US Leading Indicator index: YoY % change, 1988 - present
 
Source: Bloomberg

 

Of course, in theory the economy could nevertheless rebound from here without meaningful damage, just as it did in 1995. But September has helped to clarify not just where we are, but also where we are likely headed without a trade deal. Since the trade war emerged early last year, the US economy’s strength has stood-out among developed markets (chart below). Its resilience has been a story of strong consumer spending – driven by historically low unemployment – creating enough growth to outweigh a sharp contraction in manufacturing. 

 

 

The health of the US consumer is therefore key to the economy’s ongoing resilience.
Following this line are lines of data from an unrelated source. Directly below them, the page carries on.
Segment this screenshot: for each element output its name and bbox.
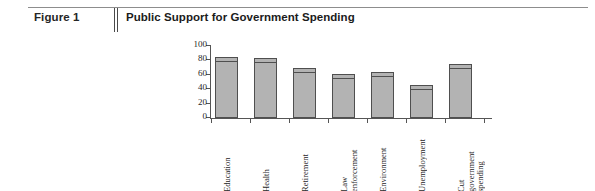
bar-cap [293,72,316,73]
x-tick-mark [367,119,368,123]
y-tick-label: 0 [203,111,208,121]
figure-title: Public Support for Government Spending [126,11,355,23]
x-axis-line [210,118,492,119]
bar-cap [410,89,433,90]
x-tick-mark [484,119,485,123]
y-tick-label: 60 [198,68,207,78]
x-tick-mark [328,119,329,123]
bar-cap [215,61,238,62]
x-tick-mark [250,119,251,123]
bar [254,58,277,118]
bar [410,85,433,118]
bar [371,72,394,118]
x-tick-mark [445,119,446,123]
bar-chart: 020406080100 EducationHealthRetirementLa… [182,42,502,188]
x-axis-label: Cut government spending [457,126,527,191]
y-tick-label: 100 [194,39,208,49]
figure-number: Figure 1 [34,11,80,23]
bar-cap [371,76,394,77]
bar [215,57,238,118]
divider-line-1 [114,8,115,32]
header-rule [28,7,588,8]
y-tick-label: 80 [198,53,207,63]
bar [332,74,355,118]
header-divider [114,8,119,32]
figure-header: Figure 1 Public Support for Government S… [28,7,588,33]
x-tick-mark [289,119,290,123]
y-tick-label: 40 [198,82,207,92]
bar [293,68,316,118]
x-tick-mark [211,119,212,123]
bar-cap [332,78,355,79]
y-tick-label: 20 [198,97,207,107]
x-tick-mark [406,119,407,123]
bar-cap [449,68,472,69]
divider-line-2 [117,8,118,32]
bar-cap [254,62,277,63]
bar [449,64,472,118]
Unfortunately, the US consumer took a hit on three fronts in September: 1) job creation data at the start of the month was lower than expected; 2) consumer confidence data released last week showed a sharp drop; and, 3) perhaps not surprisingly then, consumer spending data released this past Friday showed growth declining to virtually zero. While some of these data points can be noisy month-to-month, all three moving in the same direction simultaneously is arguably more than fake news.

 

When put in the context of a stock market trading at above-average valuations, and also an earnings season starting shortly that will include the impact of the Sep 1st tariffs, October seems to be set-up for its classic role of providing stock market fireworks. Further rate cuts by the Fed will provide some support for investor confidence; however, with a typical lag time of 18-months for rates cuts to stimulate actual economic activity the near-term impact will be minimal. 

 

Hence the proper question boiling down whether a trade deal will happen fast enough to avert a recession, if a deal even happens at all. There is clearly no way to handicap the odds of this, particularly given the current White House Administration’s negotiating tactics to-date. The alternative then is simply to maintain the conservative positioning we have had since mid-May – overweight fixed income and underweight equities – while we wait for a market correction or a break-through on trade. If we do get a correction, it will be an opportunity to lean back into risk assets given the big picture backdrop of well-capitalized banks, still negative real interest rates and very low unemployment.